• Ballet: DIE KAMELIENDAME

    Ballet: DIE KAMELIENDAME

    Choreography John Neumeier State Opera Vienna - Wien
    tickets available

    Opernring 1
    1010 Wien
     

    Ballet: DIE KAMELIENDAME State Opera Vienna - Wien Wed 19.Feb 2025 19:30
    replace me !
    Ballet: DIE KAMELIENDAME State Opera Vienna - Wien Mon 24.Feb 2025 18:30
    replace me !
    Ballet: DIE KAMELIENDAME State Opera Vienna - Wien Sat 01.Mar 2025
    replace me !
    Ballet: DIE KAMELIENDAME State Opera Vienna - Wien Sun 02.Mar 2025
    replace me !
    Ballet: DIE KAMELIENDAME State Opera Vienna - Wien Fri 07.Mar 2025
    replace me !
    Ballet: DIE KAMELIENDAME State Opera Vienna - Wien Mon 10.Mar 2025
    replace me !
    Ballet: DIE KAMELIENDAME State Opera Vienna - Wien Sat 22.Mar 2025
    replace me !

    An estate is being auctioned off. These are what remains of the glittering possessions of one of the most glamorous women in 19th century Paris: the courtesan Marguerite Gautier. Armand Duval is among those in attendance. As the business of the auction continues before a crowd of curious onlookers, he is overcome with memories, for he was the man with whom Marguerite discovered true love. They spent one long summer together, enjoying a life of bliss in the country, far away from the Parisian demi-monde. However, Armand’s family honour was at risk. And without knowing that his father was forcing Marguerite to do so, he had to watch as his lover returned to her old life – and that ultimately ruined everything.

    When Alexandre Dumas fils published his semi-autobiographical novel La dame aux camélias in 1848, he not only achieved his greatest success, but also created one of the stage’s most moving stories.

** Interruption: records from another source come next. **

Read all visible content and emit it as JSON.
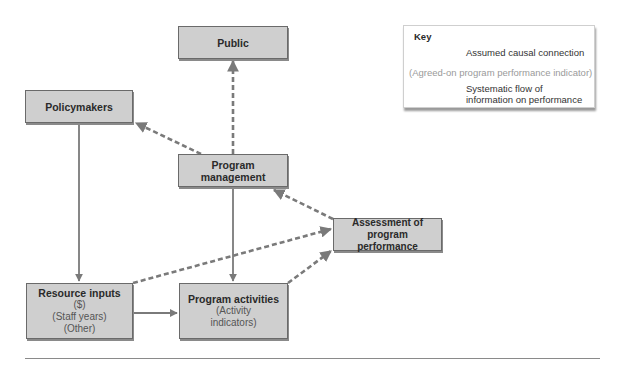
{
  "nodes": {
    "public": {
      "title": "Public"
    },
    "policymakers": {
      "title": "Policymakers"
    },
    "program_management": {
      "title": "Program management"
    },
    "assessment": {
      "title": "Assessment of program performance"
    },
    "resource_inputs": {
      "title": "Resource inputs",
      "lines": [
        "($)",
        "(Staff years)",
        "(Other)"
      ]
    },
    "program_activities": {
      "title": "Program activities",
      "lines": [
        "(Activity",
        "indicators)"
      ]
    }
  },
  "key": {
    "title": "Key",
    "solid_label": "Assumed causal connection",
    "indicator_label": "(Agreed-on program performance indicator)",
    "dashed_label_1": "Systematic flow of",
    "dashed_label_2": "information on performance"
  },
  "edges": [
    {
      "from": "policymakers",
      "to": "resource_inputs",
      "style": "solid"
    },
    {
      "from": "program_management",
      "to": "program_activities",
      "style": "solid"
    },
    {
      "from": "resource_inputs",
      "to": "program_activities",
      "style": "solid"
    },
    {
      "from": "program_management",
      "to": "public",
      "style": "dashed"
    },
    {
      "from": "program_management",
      "to": "policymakers",
      "style": "dashed"
    },
    {
      "from": "assessment",
      "to": "program_management",
      "style": "dashed"
    },
    {
      "from": "resource_inputs",
      "to": "assessment",
      "style": "dashed"
    },
    {
      "from": "program_activities",
      "to": "assessment",
      "style": "dashed"
    }
  ],
  "colors": {
    "box_fill": "#cfcfcf",
    "arrow": "#777777",
    "border": "#6a6a6a"
  }
}
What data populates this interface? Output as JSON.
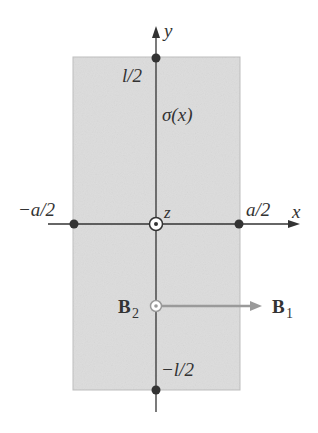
{
  "diagram": {
    "type": "physics-current-sheet",
    "colors": {
      "sheet_fill": "#dcdcdc",
      "sheet_edge": "#b8b8b8",
      "axis": "#333333",
      "point": "#333333",
      "field_arrow": "#9a9a9a",
      "text": "#333333"
    },
    "axes": {
      "x_label": "x",
      "y_label": "y",
      "z_label": "z"
    },
    "labels": {
      "top": "l/2",
      "bottom": "−l/2",
      "left": "−a/2",
      "right": "a/2",
      "charge_density": "σ(x)",
      "field_2_main": "B",
      "field_2_sub": "2",
      "field_1_main": "B",
      "field_1_sub": "1"
    },
    "marked_points": [
      "(0, l/2)",
      "(0, −l/2)",
      "(−a/2, 0)",
      "(a/2, 0)"
    ],
    "out_of_page_symbols": [
      "origin (z-axis)",
      "B2 location"
    ]
  }
}
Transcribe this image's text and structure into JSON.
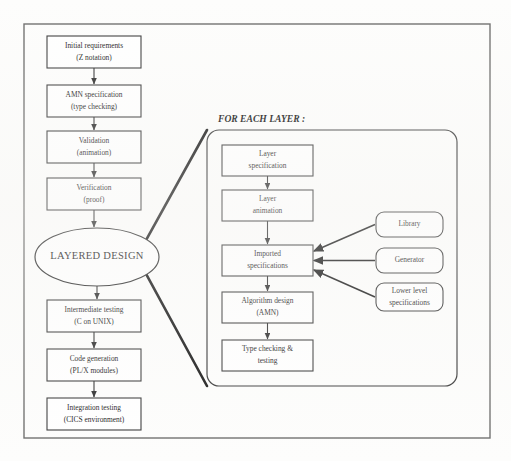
{
  "diagram": {
    "panel_title": "FOR EACH LAYER :",
    "colors": {
      "stroke": "#3a3a3a",
      "text": "#1b1b1b",
      "background": "#fdfdfc",
      "frame": "#6e6e6e"
    },
    "main_flow": [
      {
        "id": "initial-requirements",
        "line1": "Initial requirements",
        "line2": "(Z notation)",
        "x": 47,
        "y": 36,
        "w": 94,
        "h": 32
      },
      {
        "id": "amn-specification",
        "line1": "AMN specification",
        "line2": "(type checking)",
        "x": 47,
        "y": 85,
        "w": 94,
        "h": 32
      },
      {
        "id": "validation",
        "line1": "Validation",
        "line2": "(animation)",
        "x": 47,
        "y": 131,
        "w": 94,
        "h": 32
      },
      {
        "id": "verification",
        "line1": "Verification",
        "line2": "(proof)",
        "x": 47,
        "y": 178,
        "w": 94,
        "h": 32
      },
      {
        "id": "intermediate-testing",
        "line1": "Intermediate testing",
        "line2": "(C on UNIX)",
        "x": 47,
        "y": 300,
        "w": 94,
        "h": 32
      },
      {
        "id": "code-generation",
        "line1": "Code generation",
        "line2": "(PL/X modules)",
        "x": 47,
        "y": 349,
        "w": 94,
        "h": 32
      },
      {
        "id": "integration-testing",
        "line1": "Integration testing",
        "line2": "(CICS environment)",
        "x": 47,
        "y": 398,
        "w": 94,
        "h": 32
      }
    ],
    "hub": {
      "id": "layered-design",
      "label": "LAYERED DESIGN",
      "cx": 97,
      "cy": 257,
      "rx": 62,
      "ry": 29
    },
    "layer_flow": [
      {
        "id": "layer-specification",
        "line1": "Layer",
        "line2": "specification",
        "x": 222,
        "y": 145,
        "w": 91,
        "h": 31
      },
      {
        "id": "layer-animation",
        "line1": "Layer",
        "line2": "animation",
        "x": 222,
        "y": 190,
        "w": 91,
        "h": 31
      },
      {
        "id": "imported-specifications",
        "line1": "Imported",
        "line2": "specifications",
        "x": 222,
        "y": 245,
        "w": 91,
        "h": 31
      },
      {
        "id": "algorithm-design",
        "line1": "Algorithm design",
        "line2": "(AMN)",
        "x": 222,
        "y": 292,
        "w": 91,
        "h": 31
      },
      {
        "id": "type-checking-testing",
        "line1": "Type checking &",
        "line2": "testing",
        "x": 222,
        "y": 340,
        "w": 91,
        "h": 31
      }
    ],
    "sources": [
      {
        "id": "library",
        "line1": "Library",
        "line2": "",
        "x": 376,
        "y": 212,
        "w": 67,
        "h": 25
      },
      {
        "id": "generator",
        "line1": "Generator",
        "line2": "",
        "x": 376,
        "y": 248,
        "w": 67,
        "h": 25
      },
      {
        "id": "lower-level-specifications",
        "line1": "Lower level",
        "line2": "specifications",
        "x": 376,
        "y": 283,
        "w": 67,
        "h": 28
      }
    ],
    "panel": {
      "x": 207,
      "y": 130,
      "w": 250,
      "h": 256,
      "r": 12
    },
    "frame": {
      "x": 24,
      "y": 24,
      "w": 466,
      "h": 414
    }
  }
}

Giuseppe Verdi would premiere his opera based on the novel, La traviata, at Venice’s Teatro La Fenice five years later, actresses including Sarah Bernhardt, Eleonora Duse and Käthe Dorsch went on to triumph in the stage play that Dumas adapted himself, and Greta Garbo would play Marguerite on film. Frederick Ashton was the first choreographer to stage the story in 1963, and in his ballet Marguerite and Armand he created a work for two outstanding performers: Margot Fonteyn and Rudolf Nureyev. Five years later, Stuttgart Ballet presented an equally spectacular cast in John Neumeier’s Lady of the Camellias: a full-length narrative ballet created for Marcia Haydée, Egon Madsen, Brigit Keil, Richard Cragun, Reid Anderson and many others. To this day it remains not only one of his most moving works, but – with its dramatic construction, the clarity and intensity of its characterisation, and the subtle images and splendid costumes of Jürgen Rose’s designs which sympathetically evoke the flair of 19th century Paris – it is a masterpiece of recent dance history.

    In addition to Stuttgart Ballet and Hamburg Ballet, by whom the work was first seen in Vienna in a guest performance in 2014, only a small number of companies carefully chosen by John Neumeier have been permitted to dance Lady of the Camellias. From 2024 the Vienna State Ballet will join them, and this large-scale production will not only enrich its repertoire with a Neumeier treasure but also one of the great story ballets. 

    The choreographer reveals Armand Duval’s passionate relationship with Marguerite Gautier retrospectively. The couple meet for the first time in a play-within-a-play, but Marguerite also sees her own life disturbingly reflected in the ancient love story that is presented in ballet form: the tragedy of Manon Lescaut and Chevalier Des Grieux. Neumeier skilfully employs a filmic dramaturgy, overlaying lightly drawn »exterior« scenes of Parisian society with »interiors« that focus on the emotional states of his characters, in which his dances reveal every possible psychological nuance: full of elegance and carefree joy, immersed in passion and lust for life, erupting into existential drama and affecting the audience deeply with fragility in the face of death.

    In Frédéric Chopin, Neumeier found the ideal musical partner to bring both great virtuosity and a melancholy sense of loss to his depiction of the superficiality of Paris’s high society and of human passion. The largo from Chopin’s B minor sonata forms the recurrent leitmotif in a score of piano works (including both concertos, together with other pieces for piano and orchestra) for which two pianists join forces in a Chopin marathon whose demands go far beyond a conventional recital.